MacNairn faces an extra challenge – managing his type 1 diabetes, which he was diagnosed with at age 10. He has blacked out on training runs and was forced to end a race last summer after 85 km when his blood sugar plummeted dangerously. To keep his levels in check, he wears a continuous glucose monitor clipped to his shorts during a race. It buzzes with alerts if his blood sugar soars too high or dips too low. (His list of sponsors includes Animas, a Canadian company that makes an insulin pump system for diabetics).

“[Diabetes] changed my perspective of the world and my relationship with observing myself, looking after myself,” MacNairn says. “You develop a monstrous work ethic and diligence because if I don’t work hard, I don’t live.”

MacNairn is, at heart, a researcher with a keen mind for numbers. His undergraduate and graduate studies have been entirely funded by scholarships, and he’s currently enrolled in the U of C’s MD/Ph.D. program, with plans to start medical school once his research is complete. His unconventional style defies that of the stereotypical introverted long-distance runner or straight-laced academic, though. Throughout the 2013 race season, he maintained a bushy mullet hairdo while setting a number of course records. He cut it off at the finish line of the last race of the year.

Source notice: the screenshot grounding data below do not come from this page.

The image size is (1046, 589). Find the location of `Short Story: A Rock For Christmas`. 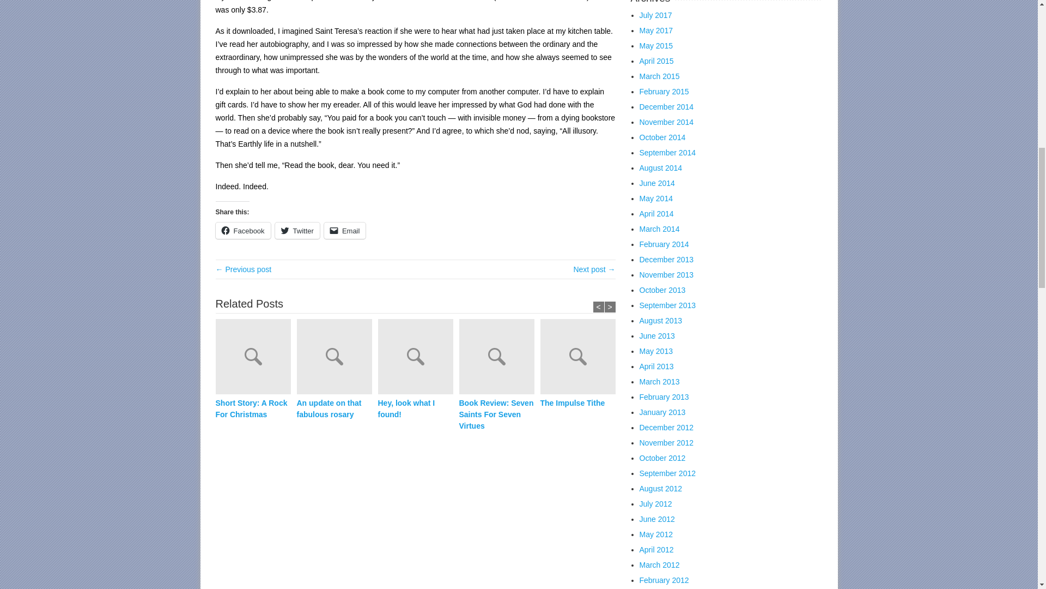

Short Story: A Rock For Christmas is located at coordinates (256, 358).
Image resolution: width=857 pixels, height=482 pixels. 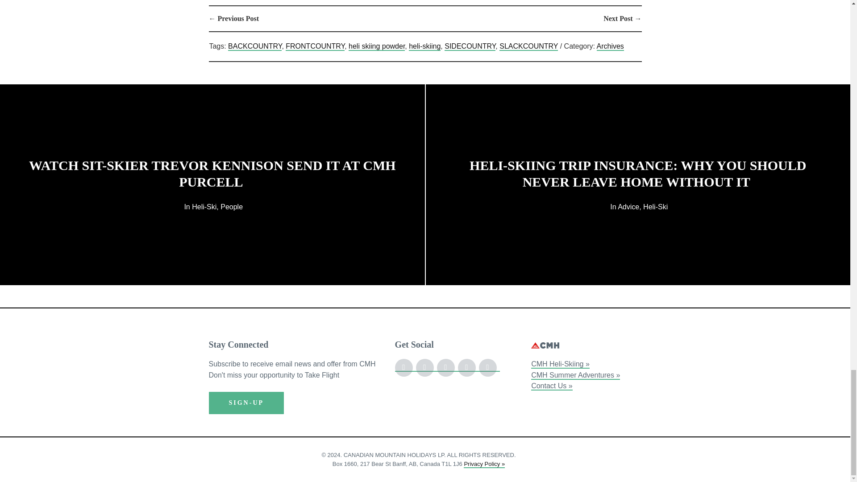 What do you see at coordinates (424, 46) in the screenshot?
I see `heli-skiing` at bounding box center [424, 46].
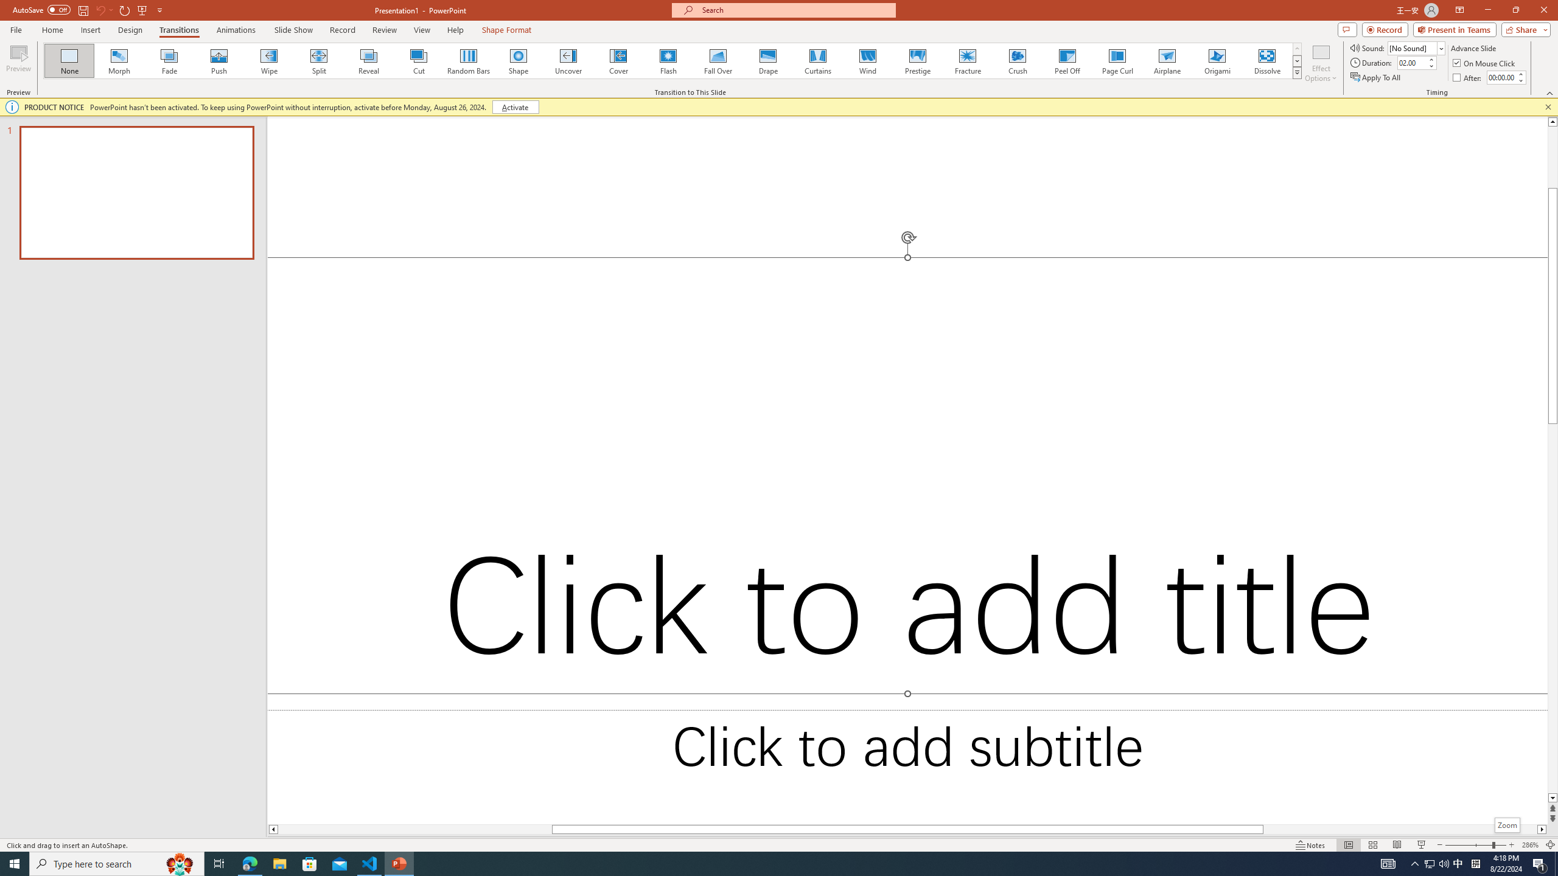  Describe the element at coordinates (319, 61) in the screenshot. I see `Split` at that location.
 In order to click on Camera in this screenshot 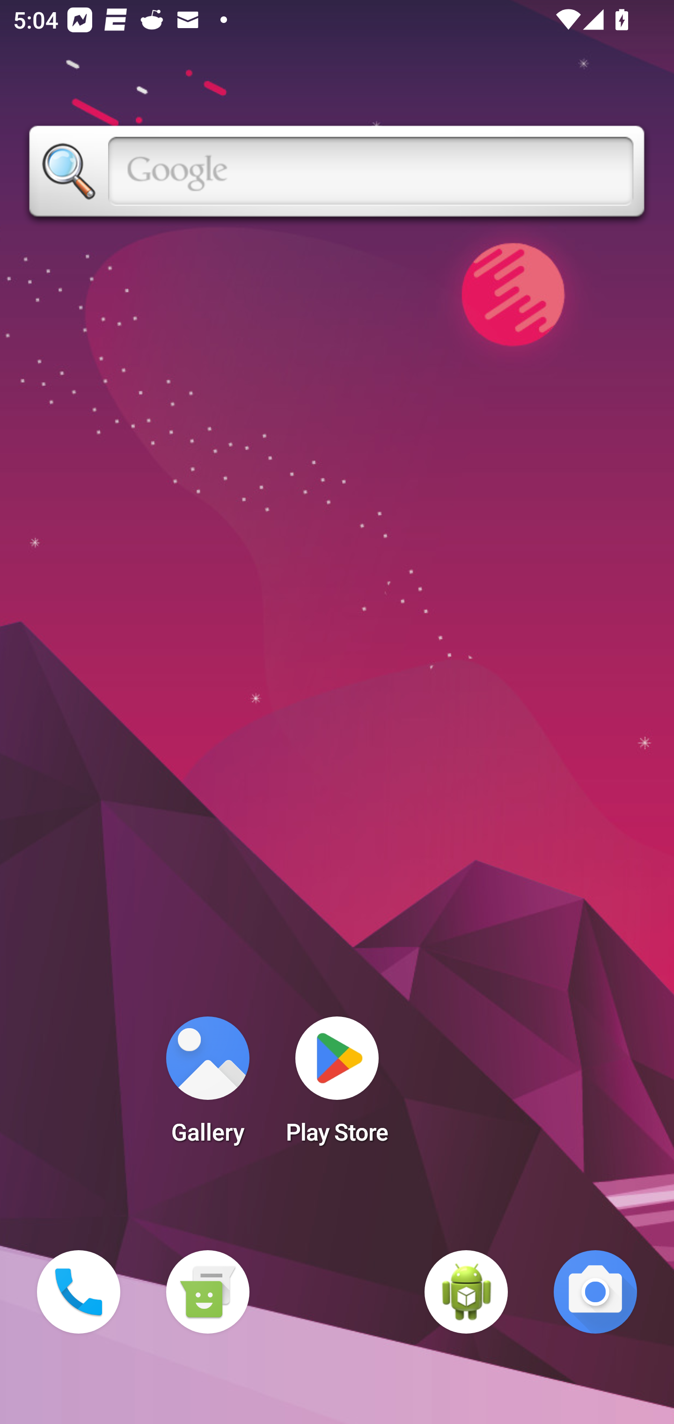, I will do `click(596, 1292)`.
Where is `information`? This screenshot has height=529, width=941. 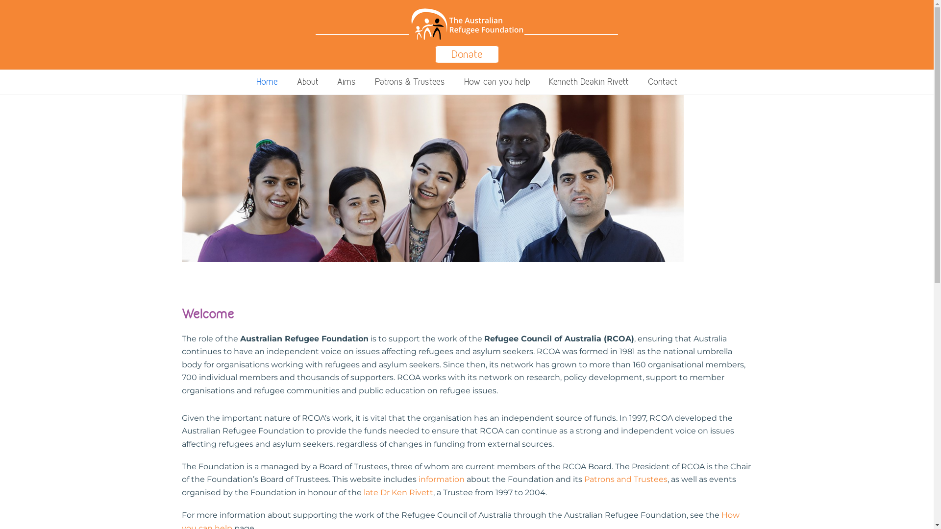
information is located at coordinates (442, 479).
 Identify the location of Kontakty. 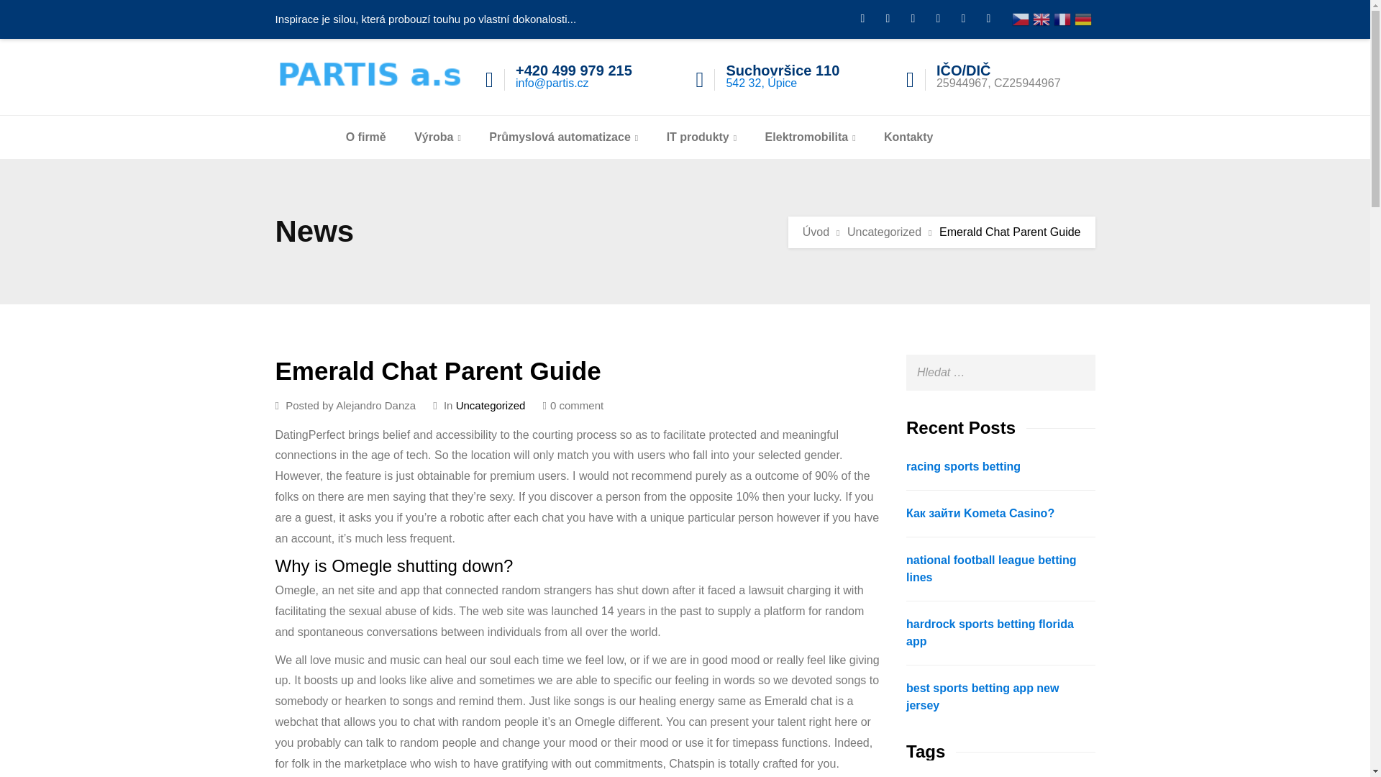
(908, 137).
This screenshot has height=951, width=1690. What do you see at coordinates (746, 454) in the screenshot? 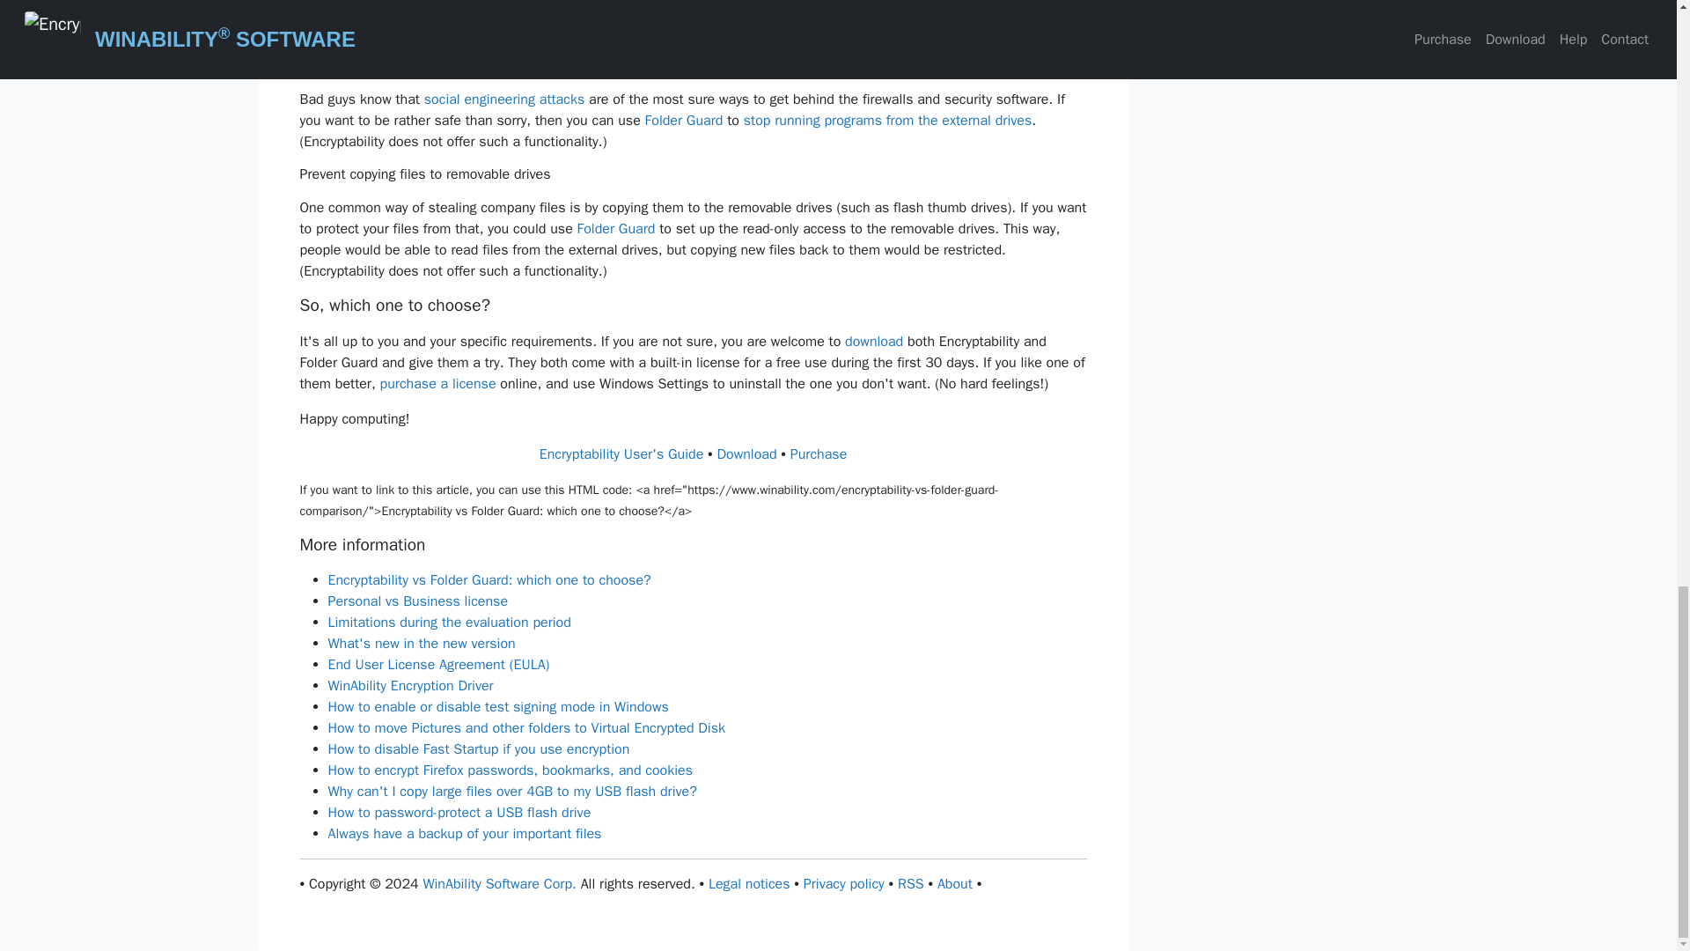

This summer’s race season is a full one for MacNairn, with an ultra in Canada, three in Europe and another around Japan’s Mt. Fuji. The road from injured undergrad, who couldn’t walk unassisted from one classroom to the next, to globetrotting ultra-marathoner has been a long one, but even with his researcher’s brain, MacNairn says the most significant changes in his life are ones that are impossible to measure.

“The biggest change was in my ability to endure difficulty and pain and continue on without stopping,” he says, something that he sees in himself and recognizes in every ultra-marathon runner he encounters.